The walls shook at York University on November 20.
So did the floors and the ceilings. And I’m sure many of those who witnessed the “protest” against former I.D.F. soldiers who were speaking on campus, were also shaken up.
As hundreds of demonstrators stomped through Vari Hall, banging the walls, ceilings and counters of that welcome-point for students and visitors to York, their unified screams of “Viva viva Palestina! Viva viva Intifada!”, became deafening.
What a welcome people received that night: explicit calls for the murder of Israelis from a school-approved student group through suicide bombings, shootings, stabbings and all other forms of violence the Palestinian Intifada is famous for.
Led by Students Against Israeli Apartheid (SAIA), and joined by Torontonians usually spotted at protests against the State of Israel, demonstrators morphed into an organized mob. In the chaos of the violent exchanges between the pro-Israel and pro-Palestinian factions, I couldn’t hear anything but the buzz of my eardrums. I felt like a character in a movie trying to regain my equilibrium after a bomb had gone off—I can see my surroundings but can’t hear anything. I see the venom in people’s eyes, and the expressions of rage across their faces; I feel the ground under my feet thumping, but a disturbing silence takes over.
As a York alumnus (2006–2010), I’m used to demonstrations. My classes in Vari Hall were sometimes interrupted by the angry chants of Tamil Tiger supporters, anti-Israel activists and the annual Israel Apartheid Week. This time, however, the fear tactics and open aggression against Israel and its supporters were bigger, louder—and I’m not ashamed to say it—scarier.
In contrast to past protests, this one was morally supported, at least implicitly, by Canada’s vote against Israel at the United Nation’s only two days prior, a vote that puts Canada in the same corner vis-à-vis Israel as North Korea and other inhumane regimes which play victim to the world, while starving their own populations, and using torture and intimidation to quash free speech.
And that was exactly the protestors’ purpose: to prevent those with a different narrative from sharing their lived experiences of protecting Israel from Intifada. I had to remind myself that we weren’t in the streets of Syria, Yemen or even Hong Kong. I was in Canada, where free speech reigns, not hate speech and shameless intimidation tactics that starve inquisitive minds and stifle constructive conversation between those who disagree.
To be clear, an Intifada is meant to create chaos in Israel while convincing the world that the Palestinians are the most oppressed people on earth, otherwise, “Why would they turn to such drastic measures as suicide bombing to defend themselves?!”
Similarly, SAIA and its supporters intimidate their detractors by creating chaos; this allows their “criticism” of Israel to be expressed without the inconvenient issue of intellectual challenge. As people try to swallow the lump in their throat caused by the intimidating mob, SAIA tries to get them to swallow their version of reality by turning up the noise and creating instability by literally making the surroundings shake.
It is not only valuable but critical for our intellectual growth to have hard conversations. However, as soon as one side drowns out the other side’s voice, as soon as they bar individuals from sharing their truth, and as soon as people are too scared and frightened to even identify as a group of people who share the same values, we as a society have failed.
Canada is a place where no one, whether Jewish, Muslim, Armenian, Tutsi, Ukrainian, et al., should ever be unsafe, shouted down, pushed around or threatened with collective physical attack in the form of an Intifada, for example.
Yet, while the walls shook and the floor beneath my feet trembled last Wednesday at York University, I looked around at other Jews and realized that the “Never Again” mantra that I was raised to respect is pointless, if people do nothing to stop the kind of vitriolic hate that mob was apparently so proud of.
Never Again means nothing if we let this animosity to continue to fester like a gaping wound against freedom and responsibility. The piercing screams from last week cannot fall on deaf ears. In the face of this storm, silence is nothing but a dangerous luxury.
Returning to York last week to observe the protest, I was hoping campus officials no longer welcomed the types of fear-mongering masquerading as “free speech”, which I had witnessed years prior. Instead of being proud of my alma mater for dealing with what was already in my day a long-standing problem, I’m left with a foreboding sadness for my kids’ future, the future of that school and academies across the continent.
Until the screaming stops and the other side is willing to dialogue, I don’t know where we’re headed and when those walls will stop shaking.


**YOUR INSTRUCTIONS:** From the first line to the last, restate the records word for word, skipping the pictures.

Records excerpted from a collection:
---+---

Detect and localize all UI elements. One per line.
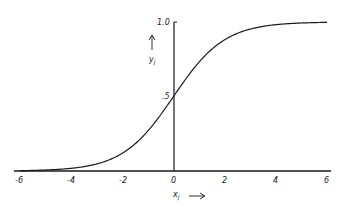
- x-tick-labels: -6 -4 -2 0 2 4 6: [15, 176, 329, 185]
- x-tick-label: 0: [171, 176, 176, 185]
- x-tick-label: 6: [324, 176, 329, 185]
- sigmoid-chart: 1.0 .5 yj -6 -4 -2 0 2 4 6 xj: [0, 0, 343, 212]
- y-tick-label-top: 1.0: [157, 18, 170, 27]
- x-tick-label: -2: [119, 176, 127, 185]
- x-tick-label: -6: [15, 176, 23, 185]
- x-tick-label: 2: [222, 176, 227, 185]
- x-axis-arrow-icon: [189, 193, 205, 199]
- x-tick-label: 4: [273, 176, 278, 185]
- x-axis-label: xj: [172, 190, 180, 201]
- x-tick-label: -4: [67, 176, 75, 185]
- y-axis-label: yj: [148, 55, 156, 66]
- y-axis-arrow-icon: [149, 35, 155, 50]
- y-tick-label-mid: .5: [162, 92, 170, 101]
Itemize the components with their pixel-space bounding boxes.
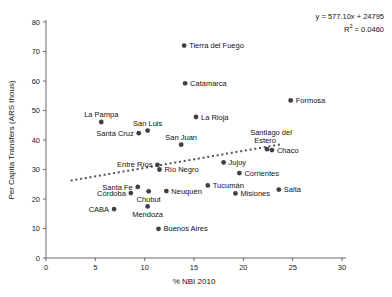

---+---

**ANSWER SPACE:**
Detect and localize all UI elements. One per line.
- x-tick-labels: -6 -4 -2 0 2 4 6: [15, 176, 329, 185]
- x-tick-label: 0: [171, 176, 176, 185]
- x-tick-label: 6: [324, 176, 329, 185]
- sigmoid-chart: 1.0 .5 yj -6 -4 -2 0 2 4 6 xj: [0, 0, 343, 212]
- y-tick-label-top: 1.0: [157, 18, 170, 27]
- x-tick-label: -2: [119, 176, 127, 185]
- x-tick-label: -6: [15, 176, 23, 185]
- x-tick-label: 2: [222, 176, 227, 185]
- x-axis-arrow-icon: [189, 193, 205, 199]
- x-tick-label: 4: [273, 176, 278, 185]
- x-axis-label: xj: [172, 190, 180, 201]
- x-tick-label: -4: [67, 176, 75, 185]
- y-axis-label: yj: [148, 55, 156, 66]
- y-axis-arrow-icon: [149, 35, 155, 50]
- y-tick-label-mid: .5: [162, 92, 170, 101]
Itemize the components with their pixel-space bounding boxes.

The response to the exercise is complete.